I don't know that I agree with this, although I'm not 100 percent sure
what you're saying. I don't think that framing experimental film as an
attempt to mine new territory for mainstream film is a very accurate way
to look at it, and I certainly don't think you're going to garner much
serious interest for the avant-garde as serious venue for artistic
expression if you frame it as a test-tube for the mainstream. I agree
that the avant-garde has been co-opted by advertisers and Hollywood
filmmakers, but I don't think that's the main accomplishment of
experimental/avant-garde filmmakers. Forgive me if I'm missing the point,
here.
-James
On Wed, Dec 3, 2008 at 11:14 AM, Tom B Whiteside <email suppressed>
wrote:
One thing to keep in mind is that the study of experimental film - its
history, its methods - is the study of the exploratory edge of motion
pictures. How has this language developed over the last 110 years, what
were the innovations at different points in time, how have they been
received, what does it mean in different cultural settings? Without
question, motion pictures are important in many different fields -
politics, medicine, and yes, video games and other kinds of storytelling.

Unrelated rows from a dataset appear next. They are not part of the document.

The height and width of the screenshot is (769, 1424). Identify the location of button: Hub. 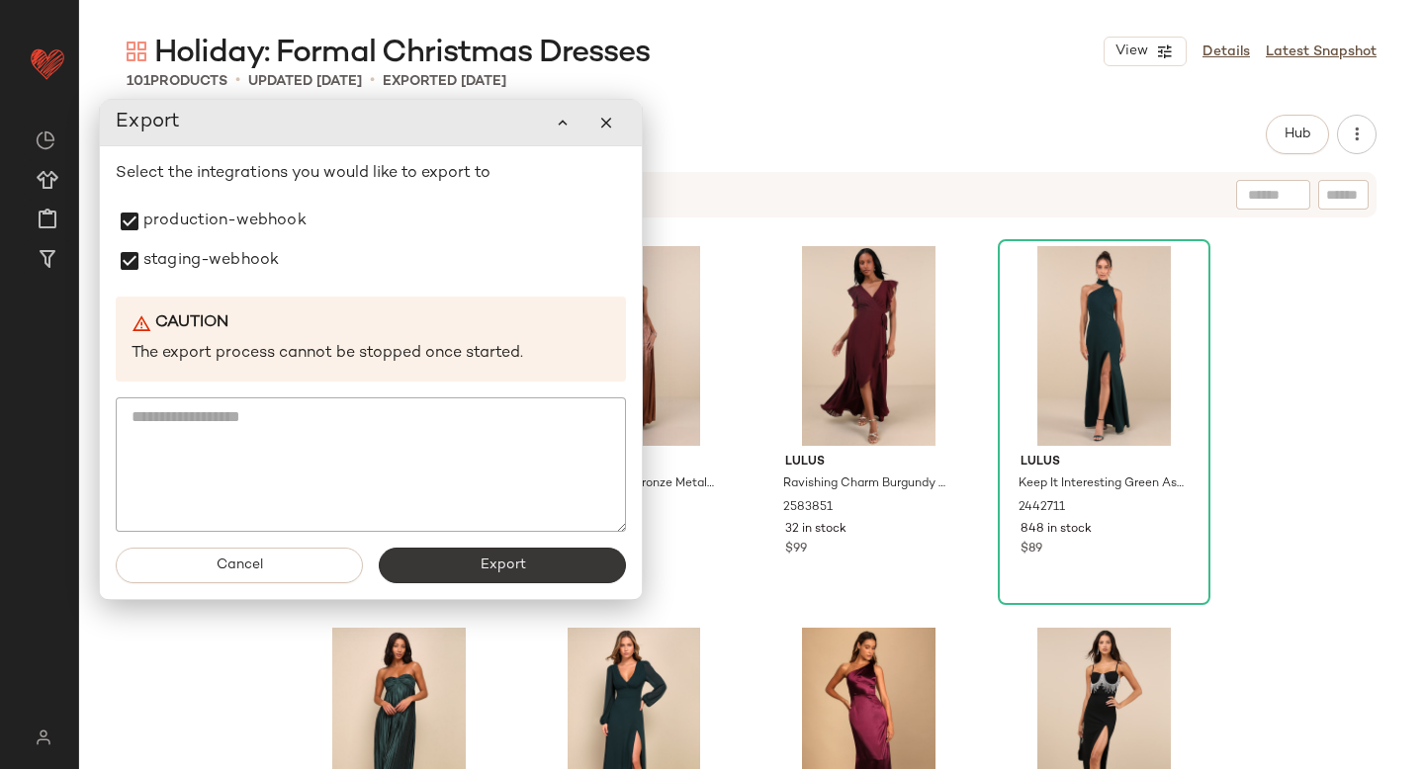
(1298, 135).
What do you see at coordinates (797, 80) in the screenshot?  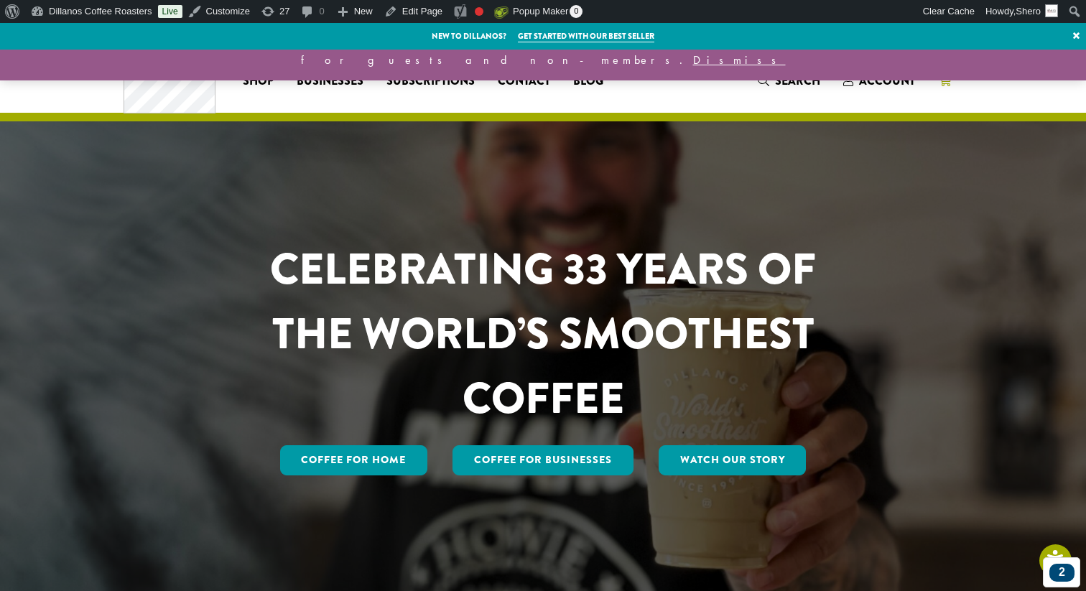 I see `span: Search` at bounding box center [797, 80].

It probably doesn't matter what field that young person enters, there will
probably be one portion of that field where understanding how to be
creative in motion pictures will be important. And this understanding
begins with the study of framing, camera movement, editing, sound/image
interaction, etc etc.
In my lifetime, the influence of experimental film on mainstream media has
been tremendous. This will continue for quite some time.
- Whiteside North Carolina
__________________________________________________________________ For
info on FrameWorks, contact Pip Chodorov at <email suppressed>.
__________________________________________________________________ For
info on FrameWorks, contact Pip Chodorov at <email suppressed>.
__________________________________________________________________
For info on FrameWorks, contact Pip Chodorov at <email suppressed>.